Railroads that are revenue adequate and earn their cost of capital should not be punished by capping their shipping rates, which would discourage the substantial and mostly private investment in the nation’s critical rail transportation infrastructure, CSX Executive Vice President and CFO Fredrik Eliasson told the Surface Transportation Board at a July 22 hearing.
“Revenue adequacy should be a benchmark of railroad health, and not a tool for re-regulation,” Eliasson said. “To apply revenue adequacy to companies in competitive markets as a rationale to cap rates is to diminish incentives to aspire to innovation, efficiency and quality service. Railroads today are healthier and benefits are flowing to customers, shareholders, employees and the communities we serve. Let’s keep it that way.”
Eliasson urged the Board to promote re-investment in locomotives, freight cars, terminals, and tracks, and to make railroads more attractive to shareholders, “who own the publicly traded companies and invest in them with the expectation of a competitive return,” he stressed.
“The Staggers Act that partially deregulated railroads in 1980 balanced regulation and free market incentives, which gave U.S. railroads the ability to re-invest and today are the envy of the world,” Eliasson said.” At the same time, shipping rates on an inflation-adjusted basis declined. That makes rail attractive to customers and policy makers, who see public benefits in converting freight from congested highways to fuel-efficient rail.”
The STB annually evaluates railroad revenue adequacy, defined as the ability to earn a return equal to the industry’s average cost of capital. Eliasson said the STB needs to to consider “four pillars” of any revenue adequacy policy:
• “Measure progress, don’t constrain it: Any regulatory policy that employs revenue adequacy should view it as a barometer of industry health and regulatory policy success—not an arbitrary basis to limit pricing and investment.
• “Address replacement cost imperative: Value rail assets on the basis of what it would cost to replace them, not their depreciated value.” Eliasson cited a Mississippi rail bridge, built in 1967 and valued at $2 million, that cost CSX more than $75 million to replace when destroyed by Hurricane Katrina in 2005.
• “Promote differential pricing: Preserve railroads’ ability to price based on the marketplace value of service, which all successful businesses do.
• “Ensure free market results to foster re-investment: CSX has devoted an average of 60% of its discretionary cash to infrastructure and equipment upgrades over the past 10 years to support freight movement from U.S. manufacturers to consumers here and abroad.”
The pillars “form the underpinnings of any successful business,” Eliasson said. “Absent any of the four, we cannot be successful. It is our contention that any sound regulatory policy must incorporate these pillars.”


• TASK DESCRIPTION:
Every line that holds the word "text" needs to be copied from the data below.
ENTRIES SUPPLIED: Begin
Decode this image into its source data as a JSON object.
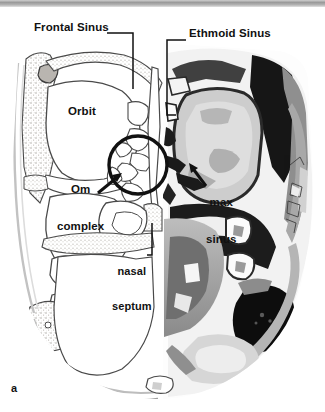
{
  "figure": {
    "panel_letter": "a",
    "labels": [
      {
        "id": "frontal_sinus",
        "text": "Frontal Sinus"
      },
      {
        "id": "ethmoid_sinus",
        "text": "Ethmoid Sinus"
      },
      {
        "id": "orbit",
        "text": "Orbit"
      },
      {
        "id": "om_complex_1",
        "text": "Om"
      },
      {
        "id": "om_complex_2",
        "text": "complex"
      },
      {
        "id": "max_sinus_1",
        "text": "max"
      },
      {
        "id": "max_sinus_2",
        "text": "sinus"
      },
      {
        "id": "nasal_septum_1",
        "text": "nasal"
      },
      {
        "id": "nasal_septum_2",
        "text": "septum"
      }
    ],
    "colors": {
      "background": "#ffffff",
      "ink": "#111111",
      "line_art": "#4a4a4a",
      "bone_stipple": "#b8b4ae",
      "soft_tissue_mid": "#8d8d8d",
      "soft_tissue_light": "#c9c9c9",
      "air_dark": "#1a1a1a",
      "topbar": "#9a9a9a"
    }
  }
}
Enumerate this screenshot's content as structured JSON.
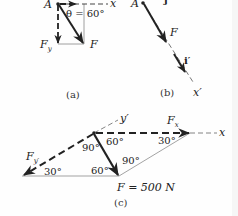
{
  "figure": {
    "panel_a": {
      "caption": "(a)",
      "point_label": "A",
      "axis_label": "x",
      "angle_label": "θ = 60°",
      "force_label": "F",
      "component_label": "F",
      "component_subscript": "y"
    },
    "panel_b": {
      "caption": "(b)",
      "point_label": "A",
      "unit_vector_top": "j",
      "force_label": "F",
      "unit_vector_label": "i′",
      "axis_label": "x′"
    },
    "panel_c": {
      "caption": "(c)",
      "axis_x_label": "x",
      "axis_y_label": "y′",
      "component_x_label": "F",
      "component_x_subscript": "x",
      "component_y_label": "F",
      "component_y_subscript": "y′",
      "force_value_label": "F = 500 N",
      "angles": {
        "top_right": "60°",
        "top_left": "90°",
        "right_corner": "30°",
        "left_corner": "30°",
        "bottom_left_of_F": "60°",
        "bottom_right_of_F": "90°"
      }
    },
    "colors": {
      "ink": "#222222",
      "thin_line": "#888888"
    }
  }
}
ENTRIES SUPPLIED: End
• WRITTEN SOLUTION:
        "text": "Frontal Sinus"
        "text": "Ethmoid Sinus"
        "text": "Orbit"
        "text": "Om"
        "text": "complex"
        "text": "max"
        "text": "sinus"
        "text": "nasal"
        "text": "septum"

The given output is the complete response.